Sorrells wasn’t the only agency official getting money from contractors.
Former DCS board president Larry Duncan received nearly $250,000 in campaign contributions from Leonard and others connected with Force Multiplier during the same time Swartwood admits the money laundering scheme was underway. The timing of the donations appears to coincide with the board’s consideration of agreements with Force Multiplier.
Duncan claims the donations were legitimate, but as with the out-of-state vendor’s donations to Sorrells’ charity, it’s unclear why Louisiana residents would contribute to the campaign of a Dallas bureaucrat running unopposed. Duncan later gave some of that money to campaigns of other DCS board candidates, including Omar Narvaez, who’s now a Dallas City Council member.
As recently as last April, Force Multiplier also gifted Duncan with a lavish trip to New Orleans, complete with luxury hotel, fine dining, and casino chips, according to emails obtained by NBC 5 Investigates.
An internal report commissioned, then suppressed, by the now-disbanded DCS board revealed much of the corrupt activity that’s come to light since the vote to abolish the agency. Alan King, CEO of the dissolution committee appointed to wind down the agency, released the report a day after the group first convened on November 15, saying he wanted to “make sure we are transparent.”

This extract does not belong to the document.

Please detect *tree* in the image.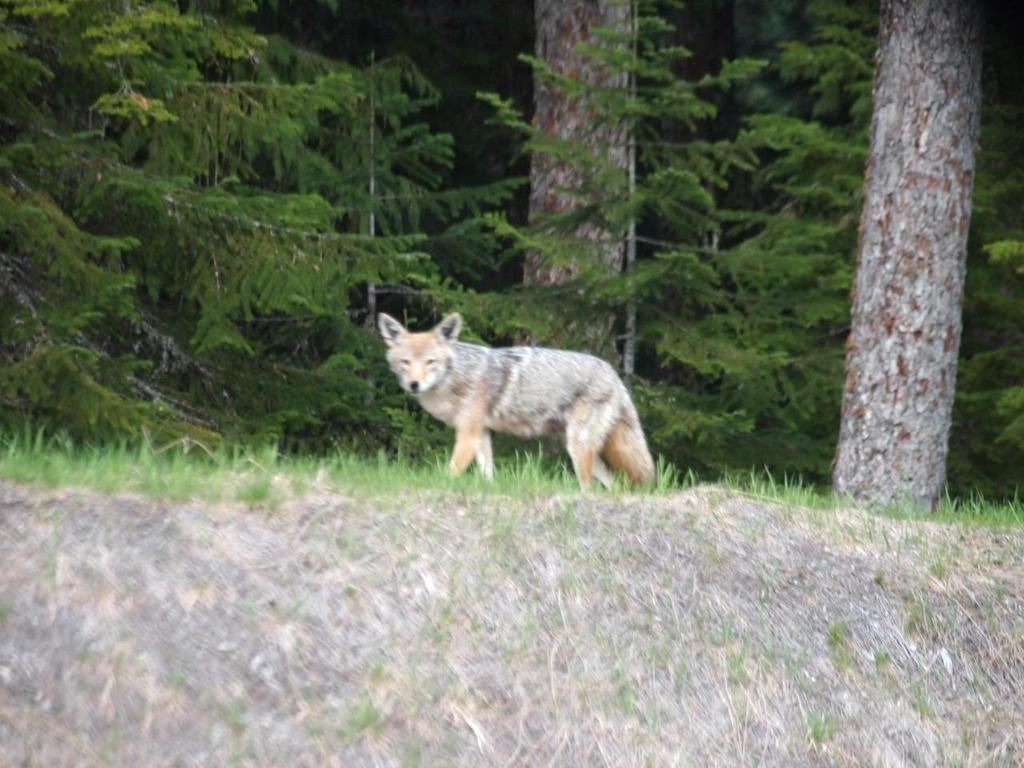
<box>0,0,754,499</box>.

Voters have been proven right in their decision to abolish the corrupt bureaucracy, but it could have been shut down sooner – and without costing taxpayers an extra $1 million in election expenses.
State Sen. Don Huffines (R–Dallas), who led the effort in last year’s legislative session to shut down DCS, knew the agency wasn’t just failing students and taxpayers due to financial mismanagement and corruption. Parents and educators were concerned that the bus service’s safety and reliability had dropped, even as school districts were seeing their cost per student double. Yet Democrats led by Dallas-area State Sen. Royce West insisted on amending Huffines’ bill, punting the decision to voters.
Huffines now says the latest allegations and criminal charges are “just the beginning of what you are going to hear. I think the tentacles of this corruption run wide and deep.”
Huffines added that the DCS shutdown vote and prosecutions show that corrupt government officials “can be held accountable, need to be held accountable, and will be held accountable to the taxpayers.” Dallas County voters did their part.

Erin Anderson

Erin Anderson is a Senior Journalist for Texas Scorecard, reporting on state and local issues, events, and government actions that impact people in communities throughout Texas and the DFW Metroplex. A native Texan, Erin grew up in the Houston area and now lives in Collin County.